Fannie joined the Socialist Party, and that association affected her views of the connection between unionism and the possibilities that workers could transform all of society. This was also the path that Mother Jones has taken, where her trade union organizing was connected to radical visions.


It was this experience in St. Louis that brought her into the United Mine Workers orbit, and sometime in 1913 when she was traveling in the Pittsburgh area to promote support for another strike against the garment industry in St. Louis, she visited a mining family on strike in nearby Colliers, West Virginia, and was so compelled by the awful conditions, that she started organizing.



We are working to produce an exhibit at the St. Louis Public Library, a historical marker at 13th & Washington in St. Louis, (which is a National Historic Landmark) and a mural. (More on the mural in a future post). COVID-19 has delayed the rollout for this, but we wanted to debut Lindsay’s art as a way of introducing the project.


And we need to ask you to consider a contribution. While the Government of Ireland funded Lindsay’s art, we need to raise over $3000 to cover other costs not funded. Donate Page

The images above include some newspaper articles and an image of Fannie Sellins in prison in West Virginia. She was in prison there while Mother Jones was imprisoned in Colorado , in 1914. Others show how industrialists charged that investigation of Sellins' murder was part of a red menace influenced by foreign ideas. They suggested that the murder was justified because she was rioting..

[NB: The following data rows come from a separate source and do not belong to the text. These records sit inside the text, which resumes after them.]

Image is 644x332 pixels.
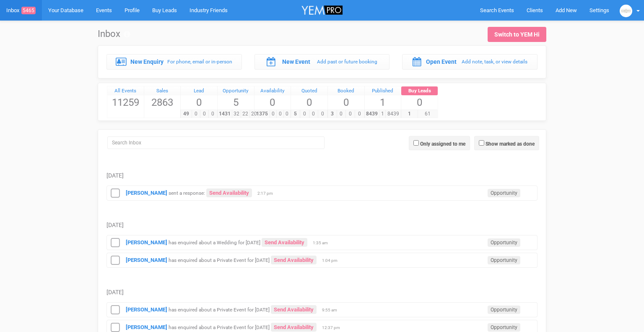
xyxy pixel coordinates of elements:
[106,54,242,69] a: New Enquiry For phone, email or in-person
[107,136,325,149] input: Search Inbox
[255,86,291,96] a: Availability
[131,57,164,66] label: New Enquiry
[144,86,181,96] a: Sales
[254,110,270,118] span: 1375
[328,95,365,110] span: 0
[21,7,36,14] span: 5465
[488,256,520,265] span: Opportunity
[322,325,343,331] span: 12:37 pm
[420,140,466,148] label: Only assigned to me
[271,305,317,314] a: Send Availability
[486,140,535,148] label: Show marked as done
[494,30,540,39] div: Switch to YEM Hi
[241,110,250,118] span: 22
[345,110,355,118] span: 0
[322,258,343,264] span: 1:04 pm
[282,57,310,66] label: New Event
[488,306,520,314] span: Opportunity
[106,173,538,179] h5: [DATE]
[426,57,457,66] label: Open Event
[488,239,520,247] span: Opportunity
[232,110,241,118] span: 32
[169,325,269,331] small: has enquired about a Private Event for [DATE]
[169,190,205,196] small: sent a response:
[218,95,254,110] span: 5
[337,110,346,118] span: 0
[269,110,277,118] span: 0
[418,110,438,118] span: 61
[257,191,279,196] span: 2:17 pm
[181,95,217,110] span: 0
[126,190,168,196] a: [PERSON_NAME]
[355,110,365,118] span: 0
[379,110,386,118] span: 1
[556,7,577,13] span: Add New
[106,222,538,229] h5: [DATE]
[218,86,254,96] a: Opportunity
[107,86,144,96] a: All Events
[168,59,232,65] small: For phone, email or in-person
[283,110,291,118] span: 0
[126,257,168,263] a: [PERSON_NAME]
[169,307,269,313] small: has enquired about a Private Event for [DATE]
[527,7,543,13] span: Clients
[313,240,334,246] span: 1:35 am
[620,5,632,17] img: open-uri20240808-2-z9o2v
[98,29,130,39] h1: Inbox
[255,54,390,69] a: New Event Add past or future booking
[144,95,181,110] span: 2863
[402,54,538,69] a: Open Event Add note, task, or view details
[255,95,291,110] span: 0
[181,86,217,96] a: Lead
[480,7,514,13] span: Search Events
[317,59,378,65] small: Add past or future booking
[322,307,343,313] span: 9:55 am
[126,307,168,313] a: [PERSON_NAME]
[192,110,200,118] span: 0
[107,95,144,110] span: 11259
[169,257,269,263] small: has enquired about a Private Event for [DATE]
[106,289,538,295] h5: [DATE]
[309,110,319,118] span: 0
[328,110,337,118] span: 3
[276,110,283,118] span: 0
[291,95,328,110] span: 0
[401,110,418,118] span: 1
[318,110,328,118] span: 0
[462,59,528,65] small: Add note, task, or view details
[328,86,365,96] a: Booked
[365,95,401,110] span: 1
[126,239,168,246] a: [PERSON_NAME]
[365,110,380,118] span: 8439
[217,110,232,118] span: 1431
[200,110,209,118] span: 0
[208,110,217,118] span: 0
[262,238,307,247] a: Send Availability
[401,95,438,110] span: 0
[291,86,328,96] div: Quoted
[291,110,300,118] span: 5
[488,27,546,42] a: Switch to YEM Hi
[250,110,259,118] span: 20
[300,110,309,118] span: 0
[181,110,192,118] span: 49
[488,323,520,332] span: Opportunity
[271,256,317,265] a: Send Availability
[365,86,401,96] a: Published
[401,86,438,96] a: Buy Leads
[126,324,168,331] a: [PERSON_NAME]
[169,240,260,246] small: has enquired about a Wedding for [DATE]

Research assistance for the project was provided by Northern Illinois University student Emma Barton-Norris, who was funded through an NIU Engaged Learning opportunity.


Here are segments of a conversation with Lindsay Hall, talking about the art. We are proud to work with her as a collaborator for our project.



And below, I give a little bit of Sellins background. Please note that I meant Alle-kiska, not Alliquippa as the area where she was killed.


This is the third major piece that Lindsay has commissioned for us. This magnificent piece is in the Irish American Heritage Center's permanent exhibit

The first piece she created, below, was commissioned for the Mother Jones Museum in Mt. Olive, but was relocated to St. Louis after our exhibits were removed from Mt. Olive's museum. We will be placing this in the St. Louis Library Exhibit soon.